Dec 08, 2021, updated Dec 08, 2021

Climate Grief

Tonight I sat outside in the darkness between heatwaves
and from nowhere the gentlest of cool breezes
brushed its lips against me
and I felt it already as nostalgia
like the sudden memory of lost love
when she told you it was over
maybe not in so many words
and it didn’t seem possible
and while through tears she held your hand
and sometime kissed
through the brimming why of your eyes,
the stuttering wherefore of your voice
barely recognisable in its nakedness
you knew it was true
and I wanted to kiss her feet as they walked away,
decided
through the unlikely coolness of sun-blasted kikuyu.

Drought

I lie awake in the driest state
open to the hope of scudding showers
which blow and rattle my windows
whispering desperate nothings among bamboo canes
extended foreplay to a longed-for drenching
of these thirsty bones
and when it comes, lowering its lover’s weight
with drops heavier and heavier on the roof till
I am drinking thirstily from the
blessed cloud breast, even then, as I dared not fear
all too briefly, too unsubtly parting, gone
drops recede into bitter silence of the parted lover
left in her wake,
more naked and trembling now with revived thirst
I listen again, straining for the approach
of one of these skyborne nymphs,
oh Goddess rain, send another that will ravish us to sleep again.

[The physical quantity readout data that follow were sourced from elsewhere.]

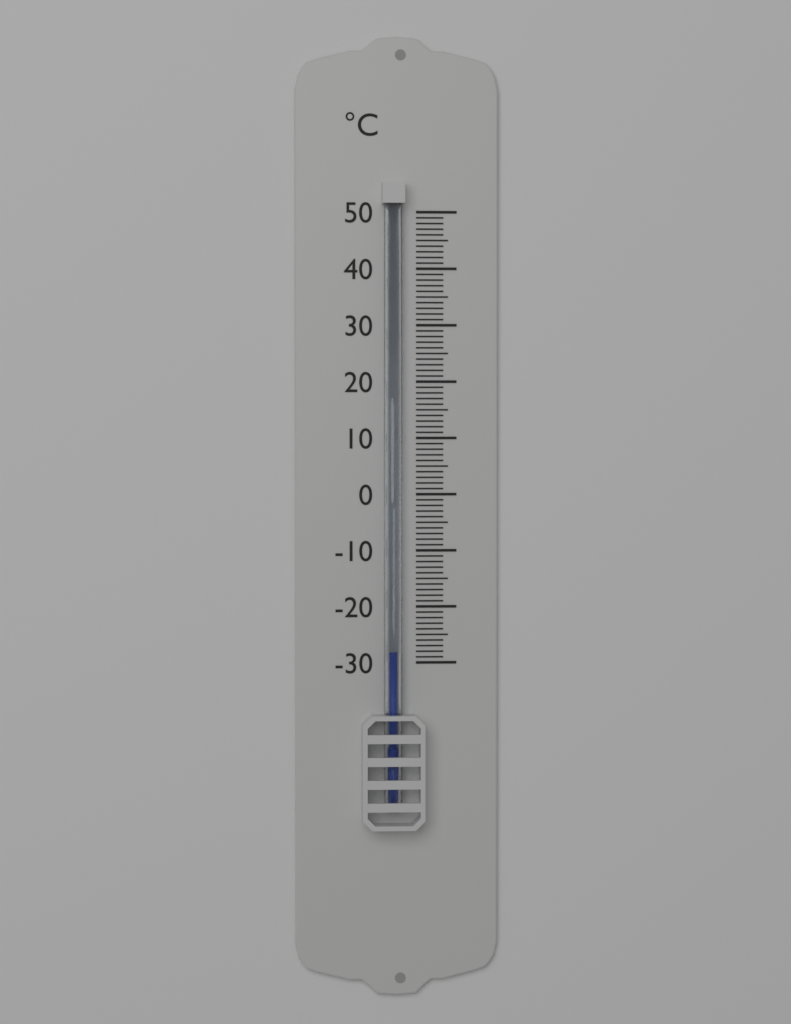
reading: -28 °C
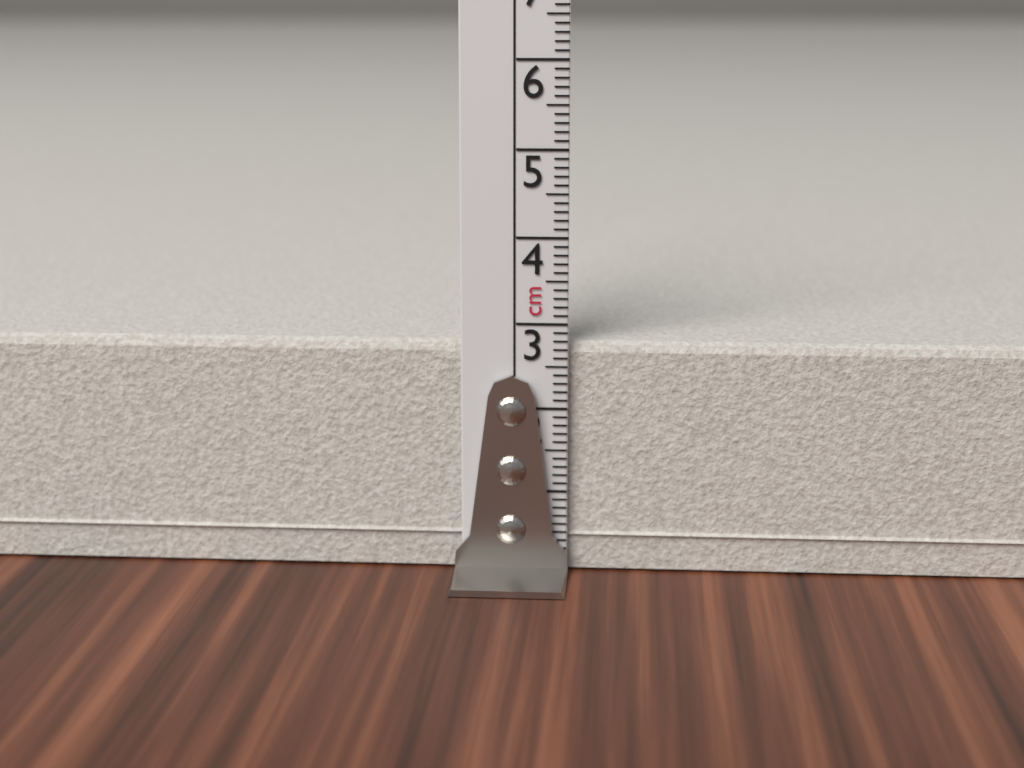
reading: 2.8 cm
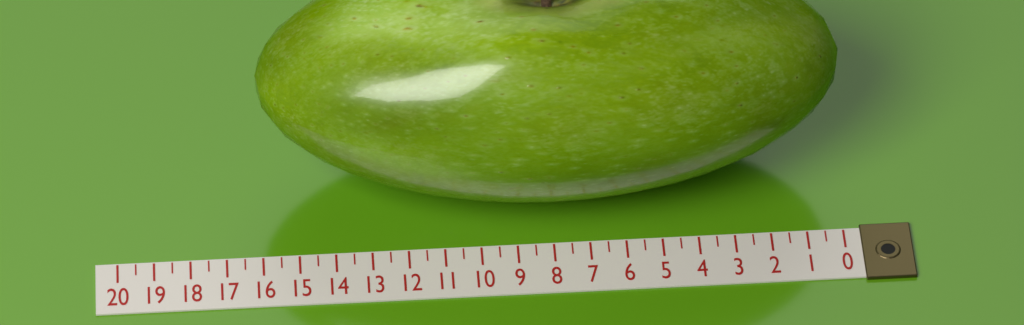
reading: 16.0 (no unit)
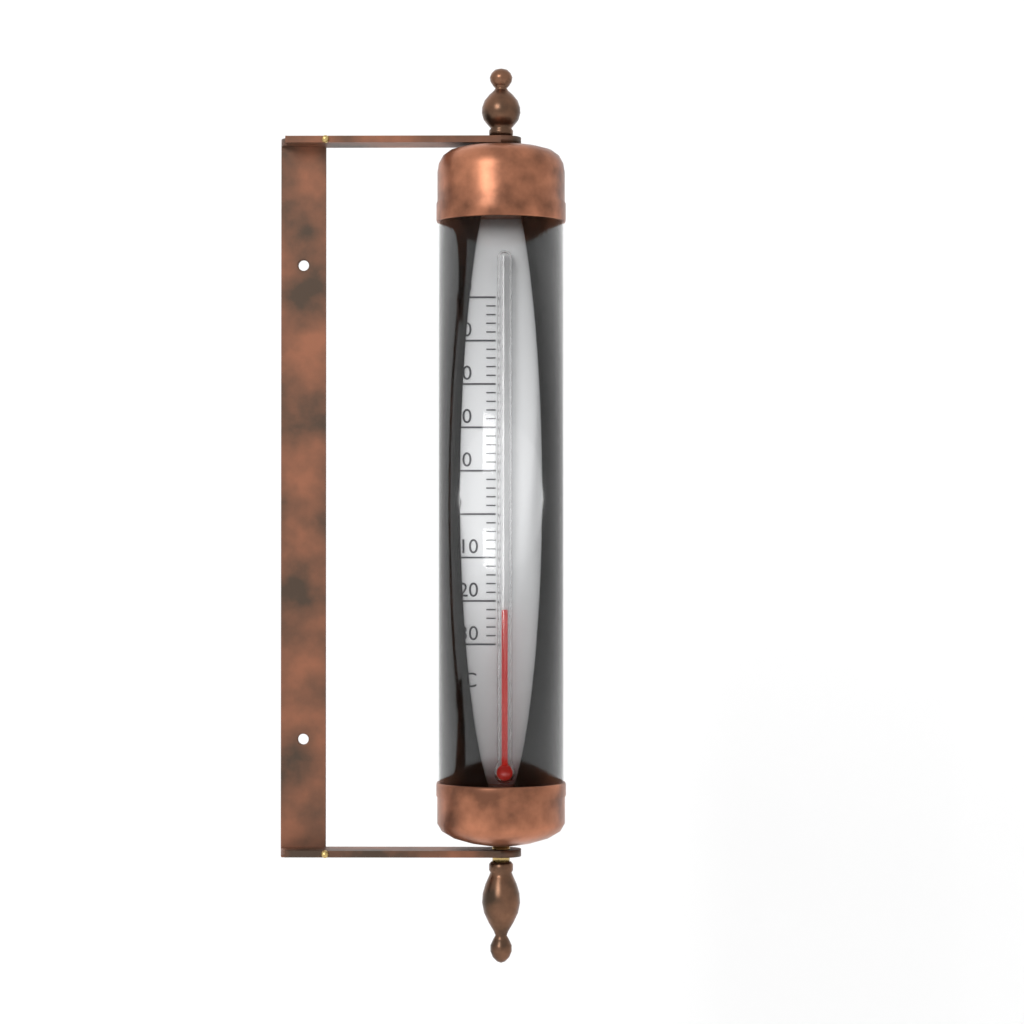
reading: -22 °C
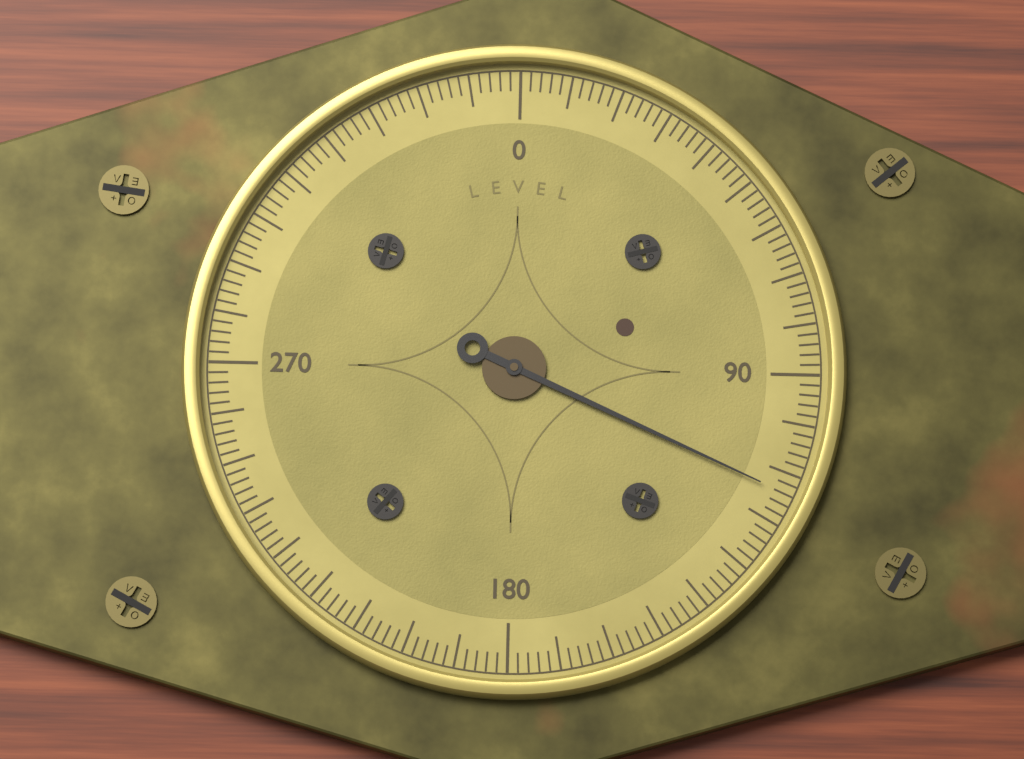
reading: 114 (no unit)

Peter Mahoney lives in Adelaide’s Forestville and worked for some years in environmental monitoring. He is currently completing a teaching degree at Flinders University, and hopes to teach secondary school maths and science.

Readers’ original and unpublished poems of up to 40 lines can be emailed, with postal address, to [email protected]. Submissions should be in the body of the email, not as attachments. A poetry book will be awarded to each accepted contributor.